An error, which you with myself, and all other Englishmen, have fallen
into about this engagement, I must beg leave to correct, or at least to
offer you my reasons for believing it to be one.----Lord Howe’s account of
the action states, that _two_ ships of the enemy were sunk. Of Le
Vengeur we will not speak; here proof is positive. But I am persuaded
she was the only one. This the French positively assert; and I beg leave
so far to join with them, as to observe, that when in Admiral Montagu’s
squadron (of which the Alexander formed a part) we were chased, on the
_ninth of June_, by the shattered remnant of their fleet, which was
steering to Brest, it was composed of _nineteen_ sail of the line. Now,
I apprehend it to be certain, that on the day of battle this fleet
consisted but of twenty-six ships, _six_ of which were captured and
brought into England; so that it should appear the _seventh_, Le
Vengeur, made up the original number. But beside the strong presumption
which this circumstance affords, I have received assurances from so many
quarters (and particularly from one not remarkably friendly to the
present system) that I am convinced one ship only was sent to the bottom
on the first of June. Indeed, in matters of this nature, owing to the
passions of those engaged, and the innumerable causes which obstruct
vision, we should always receive similar relations _cum grano salis_. In
Lord Rodney’s action of the 12th of April 1782, a French ship, said to
be Le Diademe, was supposed to be sunk; but I believe subsequent
accounts clearly evinced that such an event did not happen. However, the
French are more than even with us upon this head; for I have heard some
of them positively affirm, that they saw three, and others four of our
ships, among which was the Queen Charlotte, go down on the first of
June. And when I assured the gentleman who furnished me with this last
piece of information, “on the evidence of his own senses,” that he had
been deceived, he only shook his head, and continued, like your friend,
a sceptic.
The remainder of this letter shall be dedicated to a detail of those
detached parts of their naval institutions, customs, and present state,
which I have been enabled to pick up. In general I think them inferior,
because less easily practicable, to our own, but many of them deserve
consideration. “_Fas est et ab hoste doceri._”
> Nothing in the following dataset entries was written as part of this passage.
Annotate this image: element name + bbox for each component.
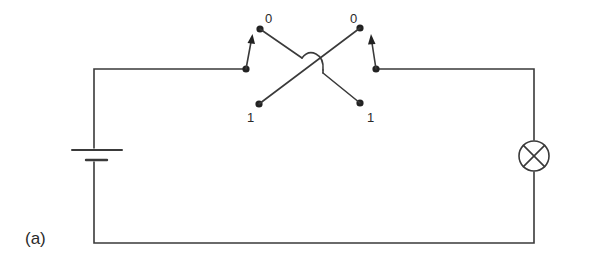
left-contact-0-label: 0 [265,11,272,26]
figure-caption: (a) [25,229,46,248]
lamp-icon [519,141,549,171]
right-switch-arrow-icon [368,34,376,45]
left-switch [242,25,263,107]
circuit-diagram: 0 1 0 1 (a) [0,0,589,266]
battery-icon [72,150,122,160]
left-switch-arrow-icon [248,34,256,44]
left-contact-1-label: 1 [247,110,254,125]
crossover-wires [259,28,360,104]
right-contact-0-label: 0 [350,11,357,26]
right-switch [356,24,379,106]
right-contact-1-label: 1 [367,110,374,125]
circuit-wires [94,69,534,243]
The discipline of their men struck me at the first view as contemptible;
and yet I must confess that I was surprized by the state of
subordination in which I afterwards found them. The seaman or soldier
addresses his commander by the title of _Citoyen_, and receives in
return the same appellation; but in the five weeks I have lived among
them, I have witnessed only one instance of disobedience. The offender
was a soldier, who refused to assist in performing some of the ordinary
duties of the ship. A court-martial, or _conseil de discipline_ as they
call it, was immediately holden upon him, by order of Captain Le Franq,
who prosecuted. It consisted of a lieutenant of the ship and three
seamen, and of two serjeants and a corporal of the troops. The prisoner
pleaded ignorance of the law on this head; and that when he had
voluntarily enrolled himself to serve as a soldier, it was under an
idea of not being _compelled_ to do that which _ought to be the result
of inclination_ only. This defence was deemed so unsatisfactory, that
the offender was sentenced to three months imprisonment on shore.
All the judicial institutions of their navy, and the punishments allowed
to be inflicted, as well as the cases to which they apply, are strictly
defined. The _conseil de discipline_ is impowered to try only inferior
officers and men. The officers of the _état major_ (answering nearly to
those of our ward-room) and all above them, can be tried only by a board
of officers, who assemble in the admiral’s ship. Neither of these courts
has the power of condemning to death: all offences of a capital nature
must be tried before the revolutionary tribunal. The punishments
enjoined are flogging in certain cases, the number of lashes being
limited; running the gantlope; ducking from the yard-arm; confinement on
shore, or in the lion’s den (boatswain’s store-room); stoppage of pay;
and degradation. The three last extend to officers. A prisoner’s
allowance of wine is always stopped. No man can be punished but by a
sentence of the _conseil de discipline_; and, in carrying on the
service of the ship, it is positively directed, that no “French citizen”
shall, on any account whatever, be struck; but he may be _pushed_ as
violently as may be found necessary. For giving a box on the ear an
officer would be cashiered; but to dash a man’s head against the ship’s
side, so as to crush his nose, or beat out his teeth, by rushing
suddenly upon him, is allowable.
The ranks of officers differ from ours: those only who command
line-of-battle ships, and frigates carrying 18-pounders, are properly
styled captains. Other frigates are commanded by lieutenants; and
vessels of 20 guns or under by ensigns. Common courtesy, however, with
them, as with us, annexes the title of Captain to all commanders.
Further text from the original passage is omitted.